January 1st, 2008
El Salvador: Mara Salvatrucha (MS-13)


Agents of the Nacional Civil Police detain suspected members of the Salvatrucha Mara gang early Thursday July 24, 2003 as part of the government plan to fight gangs in San Salvador, El Salvador.

Credit: AP Photo/Victor Ruiz Caballero

El Salvador: Mara Salvatrucha (MS-13)
Mara Salvatrucha, otherwise known as MS-13, formed in Los Angeles during the 1980s when refugees of El Salvador’s 12-year civil war settled in Southern California and fell into life on the streets.

During the last two decades, with the aid of U.S. immigration policy, MS-13 has spread across Central America. Members are primarily Salvadoran; most were young war refugees when they came to the United States. When the civil war came to an end, however, the U.S. Immigration and Naturalization Service ended the special refugee status it had reserved for Salvadorans seeking asylum in America and began deporting undocumented immigrants by the thousands.

Many of the deportees were returned to El Salvador (or other Central American countries) well informed by a criminal lifestyle, including the trade of guns and crack cocaine, that was previously foreign to the region. Furthermore, most were so young when they left El Salvador, they had no connections in the country beyond the gang affiliations they had formed in the United States. This led to the flourishing of MS-13 in El Salvador and its eventual spread throughout Central America, where it is said to have at least 50,000 members.

The deportation effort likewise proved ineffective at diminishing MS-13’s activity within the United States. Most members are said to return soon after they are deported, and it is estimated that there are now as many as 10,000 members in more than 30 states: in Los Angeles and Washington, D.C. especially, but also in the suburbs of Maryland and even rural Virginia.

Members of MS-13 are noted for the tattoos that cover most of their upper body, even their face, in gothic script lettering — as well as for shaved heads and goatees.

By 2000, officials in Central America began to crack down on the increasingly violent gang and its chief (and purportedly better-organized) rival, the 18th Street gang, implementing a series of “zero tolerance” laws that gave governments the right to imprison suspected gang members for simply wearing tattoos associated with gang membership. Human rights groups have decried such hard-line policies, which have led to overcrowded prisons that are now effectively training grounds for gang members.

Some Central American government officials have accused the U.S. of causing the gang problem with its previous deportation policy. In February 2005, the U.S. Department of Homeland Security implemented a project called Operation Community Shield, designed to work in conjunction with Central American governments and law enforcement agencies. Ultimately, the gangs are an international problem related to intense poverty and a severe lack of education and opportunity in a region that has yet to recover from a devastating civil war.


### EXERCISE:
Transcribe the following entries word for word; no picture is to appear in the copy.

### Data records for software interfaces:

▼

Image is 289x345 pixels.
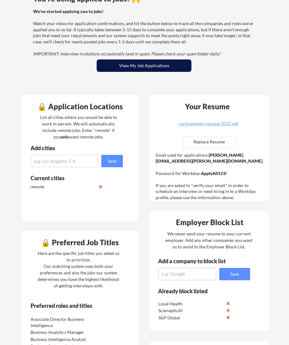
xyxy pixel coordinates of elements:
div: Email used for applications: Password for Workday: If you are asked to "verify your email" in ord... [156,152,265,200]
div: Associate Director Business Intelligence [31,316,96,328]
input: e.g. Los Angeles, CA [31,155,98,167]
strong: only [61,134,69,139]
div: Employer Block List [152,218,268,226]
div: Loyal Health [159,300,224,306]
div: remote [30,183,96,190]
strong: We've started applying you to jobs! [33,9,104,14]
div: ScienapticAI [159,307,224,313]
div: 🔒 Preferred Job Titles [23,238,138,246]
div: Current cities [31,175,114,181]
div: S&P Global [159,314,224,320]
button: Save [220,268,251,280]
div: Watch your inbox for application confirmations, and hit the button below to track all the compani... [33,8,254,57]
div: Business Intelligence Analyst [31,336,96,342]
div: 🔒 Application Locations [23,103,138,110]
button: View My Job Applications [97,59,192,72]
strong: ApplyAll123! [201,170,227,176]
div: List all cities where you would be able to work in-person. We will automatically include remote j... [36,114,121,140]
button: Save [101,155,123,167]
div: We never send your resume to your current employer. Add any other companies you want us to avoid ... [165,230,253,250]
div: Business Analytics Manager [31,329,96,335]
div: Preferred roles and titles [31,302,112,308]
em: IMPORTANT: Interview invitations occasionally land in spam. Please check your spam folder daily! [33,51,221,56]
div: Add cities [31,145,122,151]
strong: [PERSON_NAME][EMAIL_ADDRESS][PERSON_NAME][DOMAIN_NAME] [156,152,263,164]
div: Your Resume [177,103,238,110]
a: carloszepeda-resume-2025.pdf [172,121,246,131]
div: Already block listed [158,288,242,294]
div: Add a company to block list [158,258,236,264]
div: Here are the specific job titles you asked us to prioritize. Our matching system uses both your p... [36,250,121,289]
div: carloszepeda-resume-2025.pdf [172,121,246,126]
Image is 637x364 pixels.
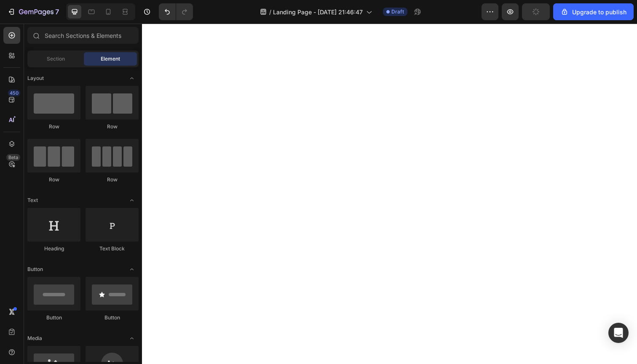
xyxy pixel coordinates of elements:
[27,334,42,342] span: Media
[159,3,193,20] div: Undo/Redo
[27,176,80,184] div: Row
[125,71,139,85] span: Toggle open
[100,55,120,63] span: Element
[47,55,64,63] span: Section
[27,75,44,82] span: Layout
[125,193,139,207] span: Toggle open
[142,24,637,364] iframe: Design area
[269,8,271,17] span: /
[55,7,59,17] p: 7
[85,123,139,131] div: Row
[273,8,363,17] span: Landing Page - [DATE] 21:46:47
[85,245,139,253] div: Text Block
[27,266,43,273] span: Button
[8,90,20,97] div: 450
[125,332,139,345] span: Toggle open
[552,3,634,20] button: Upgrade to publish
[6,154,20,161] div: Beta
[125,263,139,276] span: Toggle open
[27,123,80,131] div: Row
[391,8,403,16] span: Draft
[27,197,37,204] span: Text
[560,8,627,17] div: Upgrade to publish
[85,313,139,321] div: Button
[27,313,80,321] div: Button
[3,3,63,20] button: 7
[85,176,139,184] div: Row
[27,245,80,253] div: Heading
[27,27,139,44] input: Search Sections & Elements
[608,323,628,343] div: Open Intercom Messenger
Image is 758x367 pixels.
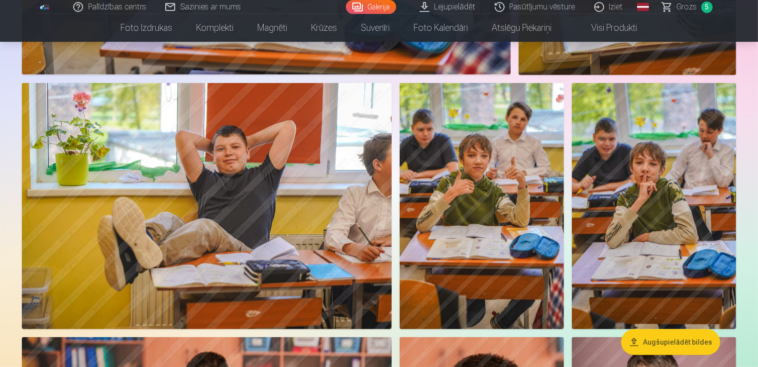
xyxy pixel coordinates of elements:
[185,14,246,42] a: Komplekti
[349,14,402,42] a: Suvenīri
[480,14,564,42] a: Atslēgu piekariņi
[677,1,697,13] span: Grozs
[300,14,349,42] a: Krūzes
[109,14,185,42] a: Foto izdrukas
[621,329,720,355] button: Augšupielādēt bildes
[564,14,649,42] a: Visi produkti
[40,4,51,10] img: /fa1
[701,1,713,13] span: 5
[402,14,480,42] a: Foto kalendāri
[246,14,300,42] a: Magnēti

▲

### SOLUTION TO THE PROBLEM:
Image is 289x345 pixels.
xyxy pixel coordinates of elements:
div: Email used for applications: Password for Workday: If you are asked to "verify your email" in ord... [156,152,265,200]
div: Associate Director Business Intelligence [31,316,96,328]
input: e.g. Los Angeles, CA [31,155,98,167]
strong: only [61,134,69,139]
div: Employer Block List [152,218,268,226]
div: Loyal Health [159,300,224,306]
div: remote [30,183,96,190]
strong: We've started applying you to jobs! [33,9,104,14]
div: ScienapticAI [159,307,224,313]
div: 🔒 Preferred Job Titles [23,238,138,246]
div: Current cities [31,175,114,181]
div: S&P Global [159,314,224,320]
button: Save [220,268,251,280]
div: Watch your inbox for application confirmations, and hit the button below to track all the compani... [33,8,254,57]
div: Business Intelligence Analyst [31,336,96,342]
div: 🔒 Application Locations [23,103,138,110]
button: View My Job Applications [97,59,192,72]
strong: ApplyAll123! [201,170,227,176]
div: List all cities where you would be able to work in-person. We will automatically include remote j... [36,114,121,140]
button: Save [101,155,123,167]
div: We never send your resume to your current employer. Add any other companies you want us to avoid ... [165,230,253,250]
div: Business Analytics Manager [31,329,96,335]
div: Preferred roles and titles [31,302,112,308]
em: IMPORTANT: Interview invitations occasionally land in spam. Please check your spam folder daily! [33,51,221,56]
div: Add cities [31,145,122,151]
strong: [PERSON_NAME][EMAIL_ADDRESS][PERSON_NAME][DOMAIN_NAME] [156,152,263,164]
div: Your Resume [177,103,238,110]
a: carloszepeda-resume-2025.pdf [172,121,246,131]
div: Already block listed [158,288,242,294]
div: Add a company to block list [158,258,236,264]
div: Here are the specific job titles you asked us to prioritize. Our matching system uses both your p... [36,250,121,289]
div: carloszepeda-resume-2025.pdf [172,121,246,126]
Image is 637x364 pixels.
xyxy pixel coordinates of elements:
[27,334,42,342] span: Media
[159,3,193,20] div: Undo/Redo
[27,176,80,184] div: Row
[125,71,139,85] span: Toggle open
[100,55,120,63] span: Element
[47,55,64,63] span: Section
[27,75,44,82] span: Layout
[125,193,139,207] span: Toggle open
[142,24,637,364] iframe: Design area
[269,8,271,17] span: /
[55,7,59,17] p: 7
[85,123,139,131] div: Row
[273,8,363,17] span: Landing Page - [DATE] 21:46:47
[85,245,139,253] div: Text Block
[27,266,43,273] span: Button
[8,90,20,97] div: 450
[125,332,139,345] span: Toggle open
[552,3,634,20] button: Upgrade to publish
[6,154,20,161] div: Beta
[125,263,139,276] span: Toggle open
[27,123,80,131] div: Row
[391,8,403,16] span: Draft
[27,197,37,204] span: Text
[560,8,627,17] div: Upgrade to publish
[85,313,139,321] div: Button
[27,313,80,321] div: Button
[3,3,63,20] button: 7
[85,176,139,184] div: Row
[27,245,80,253] div: Heading
[27,27,139,44] input: Search Sections & Elements
[608,323,628,343] div: Open Intercom Messenger
Image is 758x367 pixels.
xyxy pixel coordinates of elements:
[185,14,246,42] a: Komplekti
[349,14,402,42] a: Suvenīri
[480,14,564,42] a: Atslēgu piekariņi
[677,1,697,13] span: Grozs
[300,14,349,42] a: Krūzes
[109,14,185,42] a: Foto izdrukas
[621,329,720,355] button: Augšupielādēt bildes
[564,14,649,42] a: Visi produkti
[40,4,51,10] img: /fa1
[701,1,713,13] span: 5
[402,14,480,42] a: Foto kalendāri
[246,14,300,42] a: Magnēti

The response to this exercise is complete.